Unusually Hot Nights Make This Heat Wave Deadly

Human activity has changed the formula, scientists say
By Newser Editors and Wire Services
Posted Jun 20, 2024 4:55 PM CDT
Climate Change Makes Unusual Heat at Night Far More Likely
Margarita Salazar, 82, wipes the sweat off with a tissue inside her home in Veracruz, Mexico, on Sunday.   (AP Photo/Felix Marquez)

Human-caused climate change dialed up the thermostat and turbocharged the odds of this month's killer heat that has been baking the Southwestern US, Mexico, and Central America, a new flash study found. Sizzling daytime temperatures that triggered cases of heatstroke in parts of the US were 35 times more likely and 2.5 degrees hotter because of the warming from the burning of coal, oil, and natural gas, World Weather Attribution, a collection of scientists that runs rapid and climate attribution studies that are not peer reviewed, calculated Thursday, the AP reports.

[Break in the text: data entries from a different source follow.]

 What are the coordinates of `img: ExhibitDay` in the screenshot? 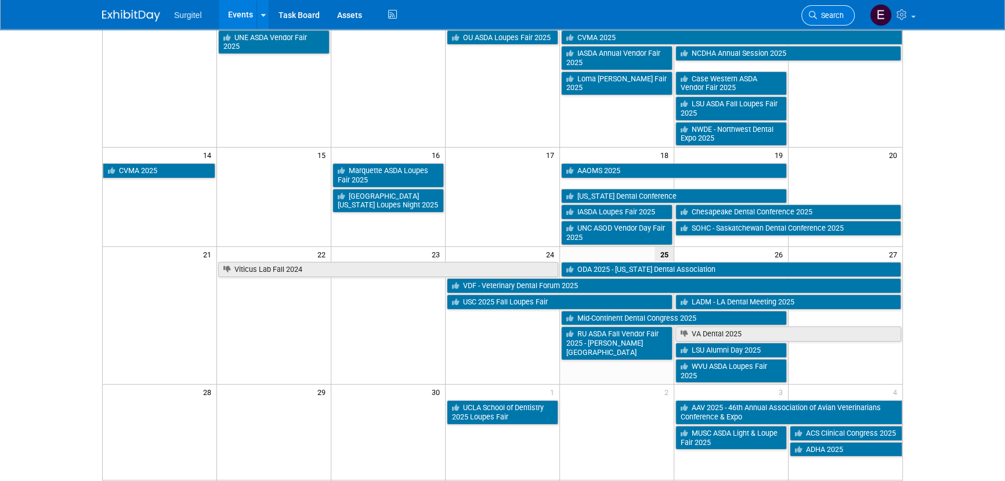 It's located at (131, 16).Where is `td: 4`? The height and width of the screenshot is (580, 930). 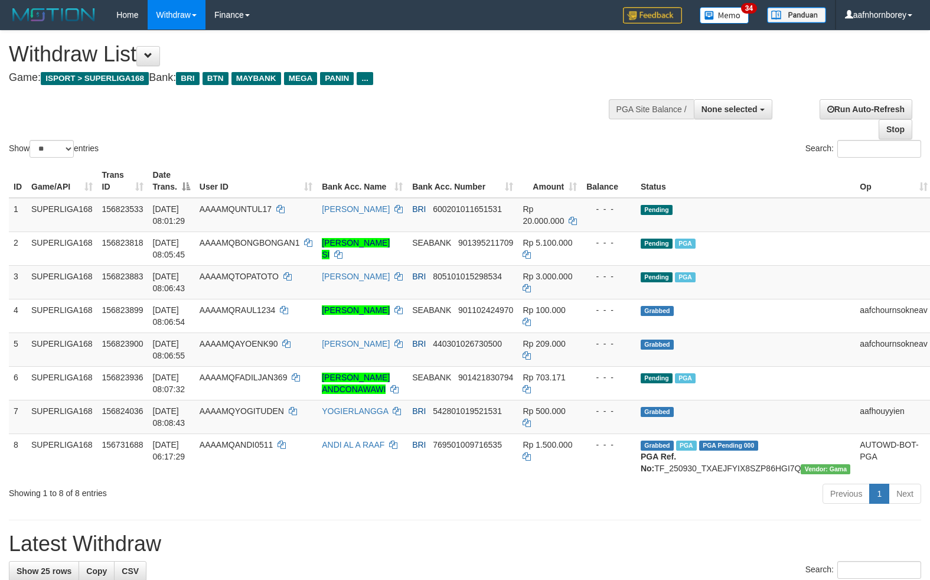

"It's an oven here; you can't stay here," 82-year-old Magarita Salazar Pérez of Veracruz, Mexico, said in her home, which has no air conditioning. Last week, the Sonoran Desert hit 125 degrees, the hottest day in Mexican history, according to study co-author Shel Winkley, a meteorologist at Climate Central. And it was even worse at night, which is what has made this heat wave so dangerous, said Imperial College of London climate scientist Friederike Otto, who coordinates the attribution study team. Climate change made nighttime temperatures 2.9 degrees higher and unusual evening heat 200 more times more likely, she said. There's just been no cool air at night like people are used to, Salazar Pérez said. Doctors say lower night temperatures are key to surviving a heat wave.

At least 125 people have died, according to the World Weather Attribution team. "This is clearly related to climate change, the level of intensity that we are seeing, these risks," said study co-author Karina Izquierdo, an urban adviser for the Red Cross and Red Crescent Climate Center. The alarming part about this heat wave is that it's no longer out of the ordinary, Otto said. Past studies by the group have looked at heat so extreme that they found it impossible without climate change, but this heat wave not so much. "The changes we have seen in the last 20 years, which feels like just yesterday, are so strong," Otto said. Her study found that this heat wave is now four times more likely to happen now than it was in 2000.